Tuesday, January 28, 2014

Waiting for the State of the Union

The President's annual address to Congress on "the state of the Union" is prescribed in the Constitution. Or, rather, the message itself is. As is well known, Thomas Jefferson abandoned his Federalist predecessors' practice of addressing Congress in person, perceiving it to be too monarchical. And for 112 years no President ever again addressed Congress in person, until the Anglophile Woodrow Wilson resumed custom in 1913. 

Obviously modeled on a European monarch's "Speech from the Throne," the occasion is the closest we come to such regal ceremonial. The President comes to the House Chamber, formally escorted as Head of State. From the House Doorkeeper's traditional cry, Mr. Speaker, the President of the United States, to the President's formulaic introduction by the Speaker, the President embodies the sovereignty of the nation, and is received accordingly. It is and rightly should be an opportunity for some serious, unifying, patriotic uplift 

Unifying regal ritual on this very formal occasion notwithstanding, the event is also a divisively partisan one - reflected not just in the somewhat unbecoming custom of a televised partisan response by the opposite party, but even more dramatically in the partisan applause patterns that periodically punctuate the speech. It is, after all, the President's presentation of his program. Once upon a time, the expectation was that the Congress would debate and act upon the President's proposals - accepting, rejecting, compromising as appropriate. Nowadays, however, the speech is really addressed to the TV audience (in other words, to the voters). In the absence of the deliberation and debate that was originally supposed to characterize the legislative branch, both sides seem instead to concentrate on scoring points prior to the next election.

My guess is that the President will focus heavily on the growing inequality and mobility gap in our society, a situation in which even a the economy is improving and growing ordinary, working people continue to fall behind. I presume he will also highlight how health insurance reform (the Affordable Care Act) is helping address an important dimension of this crisis. I'm sure he'll call for a higher minimum wage and for comprehensive immigration reform. Hopefully, he can make the necessary connections to mobilize a nation to recover the communitarian character that has been in the process of consistently being eroded since 1980. 

But, now, the President has arrived. So let's see what he has to say. And then think more about it tomorrow.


Gather up every line from the entries below that uses the word "Towarzystwo".
:: Records supplied ::
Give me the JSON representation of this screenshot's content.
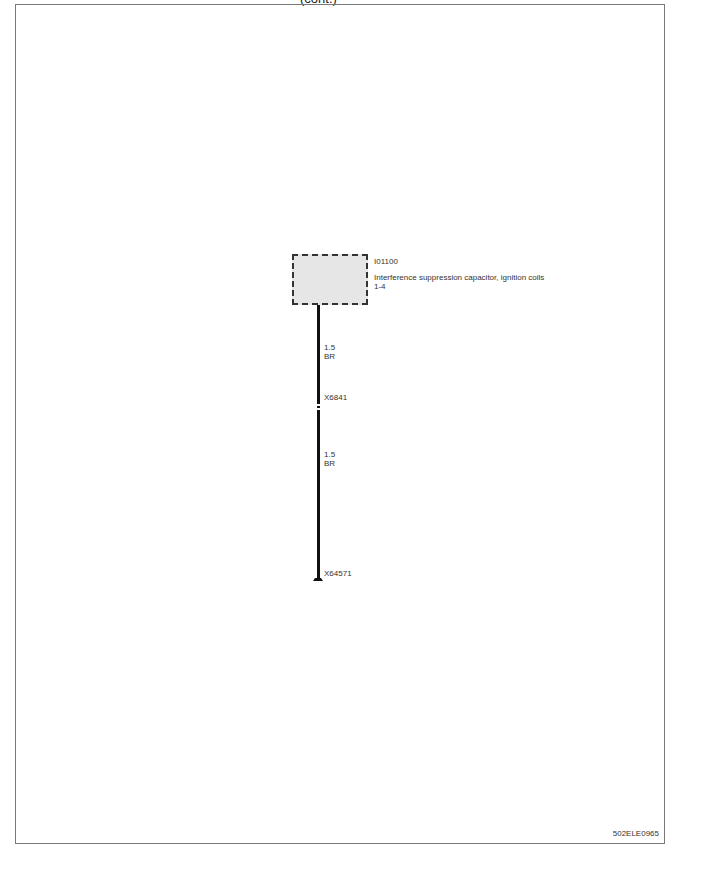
{
  "header": {
    "title": "(cont.)"
  },
  "component": {
    "id": "I01100",
    "description_line1": "Interference suppression capacitor, ignition coils",
    "description_line2": "1-4"
  },
  "wires": [
    {
      "size": "1.5",
      "color": "BR"
    },
    {
      "size": "1.5",
      "color": "BR"
    }
  ],
  "connectors": [
    {
      "id": "X6841"
    },
    {
      "id": "X64571"
    }
  ],
  "footer": {
    "reference": "502ELE0965"
  }
}
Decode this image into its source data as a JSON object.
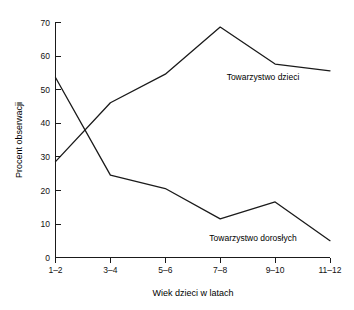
{
  "chart_data": {
    "type": "line",
    "title": "",
    "subtitle": "",
    "xlabel": "Wiek dzieci w latach",
    "ylabel": "Procent obserwacji",
    "categories": [
      "1–2",
      "3–4",
      "5–6",
      "7–8",
      "9–10",
      "11–12"
    ],
    "ylim": [
      0,
      70
    ],
    "yticks": [
      0,
      10,
      20,
      30,
      40,
      50,
      60,
      70
    ],
    "ytick_labels": [
      "0",
      "10",
      "20",
      "30",
      "40",
      "50",
      "60",
      "70"
    ],
    "grid": false,
    "legend_position": "inline-annotation",
    "series": [
      {
        "name": "Towarzystwo dzieci",
        "values": [
          28.5,
          46,
          54.5,
          68.5,
          57.5,
          55.5
        ],
        "color": "#1a1a1a"
      },
      {
        "name": "Towarzystwo dorosłych",
        "values": [
          53.5,
          24.5,
          20.5,
          11.5,
          16.5,
          5
        ],
        "color": "#1a1a1a"
      }
    ],
    "annotations": [
      {
        "text": "Towarzystwo dzieci",
        "series": "Towarzystwo dzieci",
        "x_px": 263,
        "y_px": 80
      },
      {
        "text": "Towarzystwo dorosłych",
        "series": "Towarzystwo dorosłych",
        "x_px": 253,
        "y_px": 241
      }
    ]
  },
  "axes": {
    "y_title": "Procent obserwacji",
    "x_title": "Wiek dzieci w latach",
    "y_ticks": [
      {
        "label": "70"
      },
      {
        "label": "60"
      },
      {
        "label": "50"
      },
      {
        "label": "40"
      },
      {
        "label": "30"
      },
      {
        "label": "20"
      },
      {
        "label": "10"
      },
      {
        "label": "0"
      }
    ],
    "x_ticks": [
      {
        "label": "1–2"
      },
      {
        "label": "3–4"
      },
      {
        "label": "5–6"
      },
      {
        "label": "7–8"
      },
      {
        "label": "9–10"
      },
      {
        "label": "11–12"
      }
    ]
  },
  "series_labels": {
    "children": "Towarzystwo dzieci",
    "adults": "Towarzystwo dorosłych"
  },
  "colors": {
    "line": "#1a1a1a",
    "axis": "#1a1a1a",
    "text": "#000000",
    "background": "#ffffff"
  }
}
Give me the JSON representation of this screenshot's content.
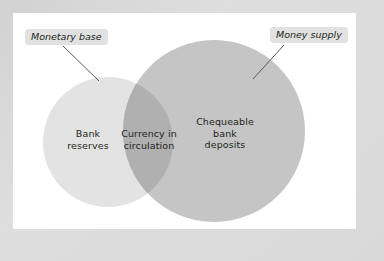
:::
- [Solution to the problem]:
        "name": "Towarzystwo dzieci",
        "name": "Towarzystwo dorosłych",
        "text": "Towarzystwo dzieci",
        "series": "Towarzystwo dzieci",
        "text": "Towarzystwo dorosłych",
        "series": "Towarzystwo dorosłych",
    "children": "Towarzystwo dzieci",
    "adults": "Towarzystwo dorosłych"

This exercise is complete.